Guttentag has a lot of friends in the industry—studio executives, producers, writers, directors and actors—who enjoy the occasional daylong visit to the Farm for lunch with graduate students and a subsequent grilling in class. “It’s fairly obvious what a writer does,” Guttentag acknowledges. “But lawyers, who make deals and help to sell films at Sundance [film festival], are less obvious.” He adds that students who are considering careers in the industry benefit from knowing the full scope of, say, Ron Meyer’s job—that he’s in charge of a physical plant and a theme park, in addition to running a studio.

Sometimes, the discussions can take a turn Guttentag hasn’t envisioned, like the day Sigourney Weaver, ’72, the star of Aliens and Tadpole, came to class. “She gave a great talk about the difference between movies where you pay her fee, and movies where she pays you to be in your movie.”

Guttentag notes that while a “sizeable percentage [of students] at the Business School are still going to Goldman Sachs, a lot are going to entrepreneurial things, especially in Silicon Valley.” What Hollywood offers is “an industry where risks are often rewarded, and people can rise quickly on the basis of a hit film or a good idea.”

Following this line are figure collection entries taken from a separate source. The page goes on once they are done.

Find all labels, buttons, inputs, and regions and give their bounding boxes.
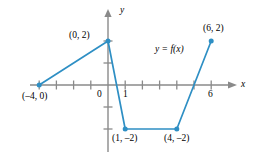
y-axis-arrowhead bbox=[104, 9, 111, 17]
x-tick-label-6: 6 bbox=[208, 90, 213, 100]
x-tick-label-1: 1 bbox=[123, 90, 128, 100]
point-marker-neg4-0 bbox=[37, 83, 42, 88]
point-marker-1-neg2 bbox=[123, 127, 128, 132]
point-label-0-2: (0, 2) bbox=[69, 31, 90, 41]
point-marker-0-2 bbox=[106, 39, 111, 44]
x-axis-label: x bbox=[241, 80, 245, 90]
function-label: y = f(x) bbox=[155, 45, 184, 55]
point-label-4-neg2: (4, –2) bbox=[164, 134, 189, 144]
point-marker-6-2 bbox=[209, 39, 214, 44]
x-axis-arrowhead bbox=[228, 81, 237, 88]
point-label-1-neg2: (1, –2) bbox=[112, 134, 137, 144]
point-marker-4-neg2 bbox=[174, 127, 179, 132]
y-axis-label: y bbox=[120, 6, 124, 16]
point-label-6-2: (6, 2) bbox=[203, 24, 224, 34]
graph-figure: y x (0, 2) (–4, 0) (1, –2) (4, –2) (6, 2… bbox=[0, 0, 256, 163]
point-label-neg4-0: (–4, 0) bbox=[22, 92, 47, 102]
x-tick-label-0: 0 bbox=[97, 90, 102, 100]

Take his own film, Nanking, which premiered at Sundance this year. Dedicated to the late Iris Chang, author of the 1997 bestseller The Rape of Nanking, it documents the story of the Japanese army killing an estimated 300,000 Chinese during the 1937 invasion and occupation of Nanking. Guttentag, who co-directed and co-wrote the film, says it was made largely because AOL vice chairman Ted Leonsis stepped up to write a check. “It’s a trend that’s happening in the film business, with people who’ve made money elsewhere getting into funding movies.”

What better place than business school, then, to explore the inner workings of the seventh art.